In all, there were 11 fewer suspensions in spring 2012 than the semester before.

The school board revised the lunch policy in January to require parental permission in order for students to leave the campus for lunch.

Before the change, 18 Crescenta Valley students were suspended and officials recorded 14 incidents involving students fighting or misbehaving during the open lunch.

Under the new policy, there were just seven suspensions and four incidents related to the open lunch period.

School board member Mary Boger said the initial discussion over the open lunch began with concern over student involvement with drugs during the lunch period.

“We were not concerned with tardies or absences. We were concerned with the extraordinary number of students we were seeing on an expulsion basis that dealt directly with the use of drugs,” she said.

Deputy Supt. John Garcia said officials will continue to monitor suspensions, tardiness and absences following lunch after seeing a slight decrease in absences that was “not monumental,” but “leading in the right direction.”

School board member Nayiri Nahabedian said she wants to examine lunch policies among the district’s other high schools. The Hoover campus was closed in 1992 and open lunch at Glendale High was eliminated in 1994.

“Whether personally I am for an open campus or not, I really need to have a good reason why Glendale High School, for example, would not have this opportunity for its students where CV High School would,” she said.
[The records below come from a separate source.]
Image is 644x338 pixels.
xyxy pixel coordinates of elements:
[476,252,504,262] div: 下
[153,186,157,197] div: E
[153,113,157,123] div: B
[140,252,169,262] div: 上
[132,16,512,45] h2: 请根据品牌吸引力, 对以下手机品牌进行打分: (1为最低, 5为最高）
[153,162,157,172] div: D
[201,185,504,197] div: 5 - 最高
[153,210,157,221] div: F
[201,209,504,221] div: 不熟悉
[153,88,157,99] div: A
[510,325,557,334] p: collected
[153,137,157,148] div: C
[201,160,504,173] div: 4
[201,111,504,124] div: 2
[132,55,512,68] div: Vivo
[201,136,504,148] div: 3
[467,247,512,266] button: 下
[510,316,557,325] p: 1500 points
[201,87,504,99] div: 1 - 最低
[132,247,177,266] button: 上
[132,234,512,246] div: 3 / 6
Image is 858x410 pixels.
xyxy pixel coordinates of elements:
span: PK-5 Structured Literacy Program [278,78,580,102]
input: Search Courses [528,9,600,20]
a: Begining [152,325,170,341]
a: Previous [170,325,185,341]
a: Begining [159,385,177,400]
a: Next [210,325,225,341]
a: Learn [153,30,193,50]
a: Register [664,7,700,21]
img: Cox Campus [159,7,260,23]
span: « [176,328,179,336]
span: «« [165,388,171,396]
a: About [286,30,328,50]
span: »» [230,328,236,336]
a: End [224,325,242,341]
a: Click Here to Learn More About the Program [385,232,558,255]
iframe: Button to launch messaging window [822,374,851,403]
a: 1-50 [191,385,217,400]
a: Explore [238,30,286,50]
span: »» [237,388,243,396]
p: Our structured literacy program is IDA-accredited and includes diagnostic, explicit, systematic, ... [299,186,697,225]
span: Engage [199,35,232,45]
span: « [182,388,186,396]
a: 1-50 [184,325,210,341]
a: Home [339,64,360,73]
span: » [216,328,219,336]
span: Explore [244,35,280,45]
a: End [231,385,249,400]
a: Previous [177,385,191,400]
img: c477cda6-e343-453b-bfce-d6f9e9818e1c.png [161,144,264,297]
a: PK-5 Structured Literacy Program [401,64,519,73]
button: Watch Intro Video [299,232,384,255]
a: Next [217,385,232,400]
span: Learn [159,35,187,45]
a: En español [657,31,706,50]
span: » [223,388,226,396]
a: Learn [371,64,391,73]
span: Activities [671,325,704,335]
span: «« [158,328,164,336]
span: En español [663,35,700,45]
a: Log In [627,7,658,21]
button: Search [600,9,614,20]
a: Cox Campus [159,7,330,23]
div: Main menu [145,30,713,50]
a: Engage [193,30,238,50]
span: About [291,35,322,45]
School board member Greg Krikorian disagreed with examining the difference.

“Every school has a different culture,” he said, and added his support for maintaining Crescenta Valley’s open lunch.

“We put the onus on the students to be responsible. Here’s the opportunity for them to take it,” he said.

School board president Christine Walters said she did not want to encourage any additional students in the district to leave campus.

“I still believe the safest place to be is at school. My preference is not to be more permissive than what we are now,” she said.